Ionization Source of a Minor-axis Cloud in the Outer Halo of M82
K. Matsubayashi, H. Sugai, A. Shimono, T. Hattori, S. Ozaki, T., Yoshikawa, Y. Taniguchi, T. Nagao, M. Kajisawa, Y. Shioya, and J., Bland-Hawthorn

TL;DR
This study reveals that the ionization of a gas cloud in M82's outer halo is primarily caused by shocks from a fast wind, challenging previous photoionization hypotheses and providing insights into superwind evolution.
Contribution
The paper demonstrates that shock ionization, rather than photoionization, explains the ionization of the M82 cap, based on high-resolution optical observations and line ratio analysis.
Findings
Shock velocities of 40-80 km/s explain the emission line ratios.
Momentum from the starburst can drive the observed shocks.
Photoionization requires unrealistically high UV escape fractions.
Abstract
The M82 `cap' is a gas cloud at a projected radius of 11.6 kpc along the minor axis of this well known superwind source. The cap has been detected in optical line emission and X-ray emission and therefore provides an important probe of the wind energetics. In order to investigate the ionization source of the cap, we observed it with the Kyoto3DII Fabry-Perot instrument mounted on the Subaru Telescope. Deep continuum, Ha, [NII]6583/Ha, and [SII]6716,6731/Ha maps were obtained with sub-arcsecond resolution. The superior spatial resolution compared to earlier studies reveals a number of bright Ha emitting clouds within the cap. The emission line widths (< 100 km s^-1 FWHM) and line ratios in the newly identified knots are most reasonably explained by slow to moderate shocks velocities (v_shock = 40--80 km s^-1) driven by a fast wind into dense clouds. The momentum input from the M82…
Peer Reviews
No public reviews on file for this paper yet. If you reviewed it on a platform where reviews are public (OpenReview, ICLR, NeurIPS, ICML), you can paste yours below so the community can read it here.
Videos
No videos yet. Explain this paper in a talk, walkthrough, or lecture? Add one.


→ **Exercise prompt**: Extract each line from the entries below that has the string "kansas" in it.

Stored data
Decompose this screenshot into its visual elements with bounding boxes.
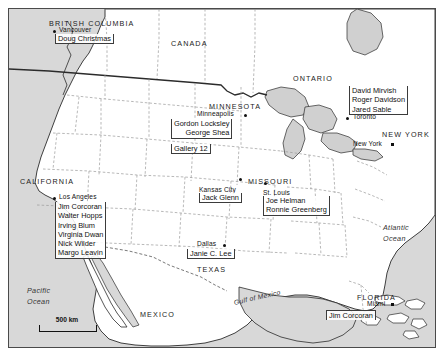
- ocean-label-line: Atlantic: [383, 223, 409, 234]
- dealer-name: Roger Davidson: [352, 95, 405, 104]
- ocean-label-pacific: Pacific Ocean: [27, 286, 50, 308]
- ocean-label-line: Ocean: [27, 297, 50, 308]
- region-label: MEXICO: [140, 310, 175, 319]
- region-label: ONTARIO: [293, 74, 333, 83]
- dealer-name: Joe Helman: [266, 196, 327, 205]
- dealer-group-kansas-city: Jack Glenn: [199, 193, 242, 203]
- dealer-name: Jim Corcoran: [329, 311, 373, 320]
- gallery-name: Gallery 12: [174, 144, 208, 153]
- dealer-group-los-angeles: Jim Corcoran Walter Hopps Irving Blum Vi…: [55, 202, 106, 259]
- region-label: NEW YORK: [382, 130, 430, 139]
- city-label-new-york: New York: [353, 140, 382, 147]
- dealer-name: Jim Corcoran: [58, 202, 103, 211]
- dealer-group-minneapolis: Gordon Locksley George Shea: [171, 119, 232, 139]
- dealer-name: Margo Leavin: [58, 248, 103, 257]
- city-label-vancouver: Vancouver: [59, 26, 91, 33]
- city-marker-new-york: [391, 143, 394, 146]
- scale-bar-label: 500 km: [39, 316, 95, 323]
- dealer-group-miami: Jim Corcoran: [326, 310, 376, 320]
- city-label-los-angeles: Los Angeles: [59, 193, 97, 200]
- dealer-name: Nick Wilder: [58, 239, 103, 248]
- dealer-name: David Mirvish: [352, 86, 405, 95]
- scale-bar: 500 km: [39, 325, 97, 332]
- map-frame: BRITISH COLUMBIA CANADA ONTARIO MINNESOT…: [8, 8, 436, 348]
- dealer-name: Ronnie Greenberg: [266, 205, 327, 214]
- city-label-miami: Miami: [367, 300, 385, 307]
- dealer-group-toronto: David Mirvish Roger Davidson Jared Sable: [349, 86, 408, 115]
- city-label-kansas-city: Kansas City: [199, 186, 236, 193]
- dealer-name: Janie C. Lee: [190, 249, 232, 258]
- ocean-label-line: Ocean: [383, 234, 409, 245]
- map-figure: BRITISH COLUMBIA CANADA ONTARIO MINNESOT…: [0, 0, 444, 355]
- dealer-group-vancouver: Doug Christmas: [55, 34, 114, 44]
- dealer-name: Irving Blum: [58, 221, 103, 230]
- city-marker-miami: [391, 303, 394, 306]
- dealer-name: Gordon Locksley: [174, 119, 229, 128]
- dealer-name: Virginia Dwan: [58, 230, 103, 239]
- scale-bar-line: [39, 325, 97, 332]
- region-label: MISSOURI: [248, 177, 292, 186]
- dealer-group-st-louis: Joe Helman Ronnie Greenberg: [263, 196, 330, 216]
- city-label-dallas: Dallas: [197, 240, 216, 247]
- region-label: CALIFORNIA: [20, 177, 74, 186]
- dealer-name: Walter Hopps: [58, 211, 103, 220]
- dealer-group-dallas: Janie C. Lee: [187, 249, 235, 259]
- dealer-name: Jack Glenn: [202, 193, 239, 202]
- region-label: TEXAS: [197, 265, 226, 274]
- gallery-group-minneapolis: Gallery 12: [171, 144, 211, 154]
- city-label-minneapolis: Minneapolis: [197, 110, 234, 117]
- dealer-name: Doug Christmas: [58, 34, 111, 43]
- city-label-st-louis: St. Louis: [263, 189, 290, 196]
- region-label: CANADA: [171, 39, 208, 48]
- ocean-label-atlantic: Atlantic Ocean: [383, 223, 409, 245]
- dealer-name: George Shea: [174, 128, 229, 137]
- dealer-name: Jared Sable: [352, 105, 405, 114]
- ocean-label-line: Pacific: [27, 286, 50, 297]
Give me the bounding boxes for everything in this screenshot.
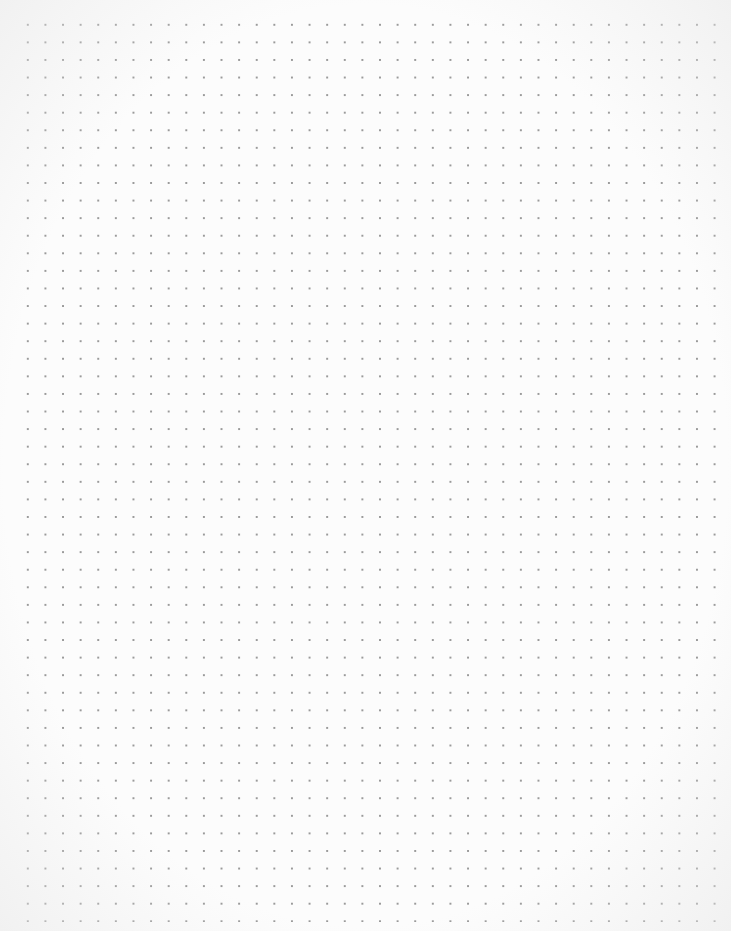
dot-grid-pattern	[19, 16, 731, 922]
dot-grid-paper	[0, 0, 731, 931]
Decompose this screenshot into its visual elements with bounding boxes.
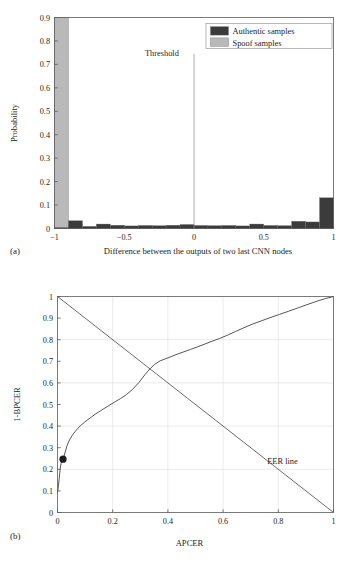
figure-svg: Threshold00.10.20.30.40.50.60.70.80.9−1−… <box>0 0 342 569</box>
panel-a-y-tick-label: 0.2 <box>40 178 50 187</box>
panel-a-bar <box>55 18 69 229</box>
panel-a-bar <box>138 225 152 228</box>
panel-a-legend: Authentic samplesSpoof samples <box>206 24 332 49</box>
panel-a-y-tick-label: 0.7 <box>40 60 50 69</box>
legend-label-spoof: Spoof samples <box>233 39 282 48</box>
panel-b-y-tick-label: 1 <box>49 293 53 302</box>
panel-a-y-tick-label: 0.5 <box>40 107 50 116</box>
threshold-label: Threshold <box>145 49 180 58</box>
panel-a-bar <box>306 222 320 229</box>
panel-b-x-tick-label: 0.6 <box>218 517 228 526</box>
panel-a-label: (a) <box>10 246 20 256</box>
panel-a: Threshold00.10.20.30.40.50.60.70.80.9−1−… <box>9 14 336 257</box>
eer-line-label: EER line <box>267 457 298 466</box>
panel-a-x-tick-label: −0.5 <box>117 233 132 242</box>
panel-a-y-tick-label: 0.9 <box>40 14 50 23</box>
panel-b-x-tick-label: 0.2 <box>108 517 118 526</box>
panel-a-x-axis-title: Difference between the outputs of two la… <box>104 246 293 256</box>
panel-b-y-axis-title: 1-BPCER <box>12 387 22 422</box>
panel-b-x-tick-label: 0.8 <box>273 517 283 526</box>
legend-swatch-authentic <box>211 27 229 35</box>
panel-a-bar <box>222 225 236 228</box>
panel-a-x-tick-label: −1 <box>50 233 59 242</box>
panel-a-bar <box>194 225 208 228</box>
legend-label-authentic: Authentic samples <box>233 27 295 36</box>
panel-a-x-tick-label: 0.5 <box>259 233 269 242</box>
panel-b-x-axis-title: APCER <box>176 538 204 548</box>
panel-b-y-tick-label: 0.2 <box>43 465 53 474</box>
panel-a-bar <box>264 225 278 228</box>
panel-b-label: (b) <box>10 531 21 541</box>
panel-a-bar <box>96 224 110 228</box>
panel-a-x-tick-label: 0 <box>192 233 196 242</box>
panel-a-y-tick-label: 0.8 <box>40 37 50 46</box>
panel-b-y-tick-label: 0.5 <box>43 401 53 410</box>
panel-a-bar <box>166 225 180 228</box>
panel-b-y-tick-label: 0.4 <box>43 422 53 431</box>
panel-b-y-tick-label: 0.8 <box>43 336 53 345</box>
panel-a-bar <box>320 198 334 229</box>
panel-a-y-tick-label: 0.3 <box>40 154 50 163</box>
panel-a-bar <box>292 221 306 228</box>
figure-container: Threshold00.10.20.30.40.50.60.70.80.9−1−… <box>0 0 342 569</box>
operating-point-marker <box>59 456 66 463</box>
panel-a-bar <box>278 226 292 229</box>
panel-a-y-axis-title: Probability <box>9 103 19 142</box>
panel-a-x-tick-label: 1 <box>331 233 335 242</box>
panel-a-y-tick-label: 0.1 <box>40 201 50 210</box>
panel-b: EER line00.10.20.30.40.50.60.70.80.9100.… <box>10 293 336 549</box>
panel-a-bar <box>68 221 82 229</box>
panel-b-y-tick-label: 0 <box>49 509 53 518</box>
panel-b-y-tick-label: 0.1 <box>43 487 53 496</box>
panel-a-bar <box>180 225 194 229</box>
panel-b-x-tick-label: 0.4 <box>163 517 173 526</box>
panel-a-y-tick-label: 0.6 <box>40 84 50 93</box>
panel-b-y-tick-label: 0.3 <box>43 444 53 453</box>
panel-a-bar <box>152 226 166 229</box>
panel-b-x-tick-label: 1 <box>331 517 335 526</box>
panel-a-bar <box>110 225 124 228</box>
panel-b-y-tick-label: 0.6 <box>43 379 53 388</box>
panel-a-bar <box>208 226 222 229</box>
legend-swatch-spoof <box>211 38 229 46</box>
panel-a-y-tick-label: 0.4 <box>40 131 50 140</box>
panel-a-bar <box>250 224 264 228</box>
panel-b-y-tick-label: 0.7 <box>43 357 53 366</box>
panel-b-y-tick-label: 0.9 <box>43 314 53 323</box>
panel-b-x-tick-label: 0 <box>55 517 59 526</box>
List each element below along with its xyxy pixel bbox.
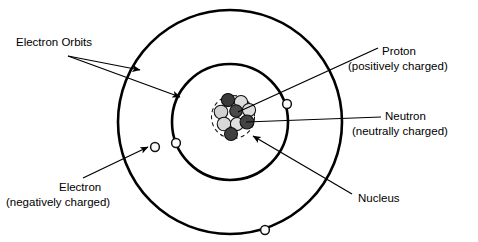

→ **Answer below**:
- dealer-group-kansas-city: Jack Glenn: [199, 193, 242, 203]
- city-label-kansas-city: Kansas City: [199, 186, 236, 193]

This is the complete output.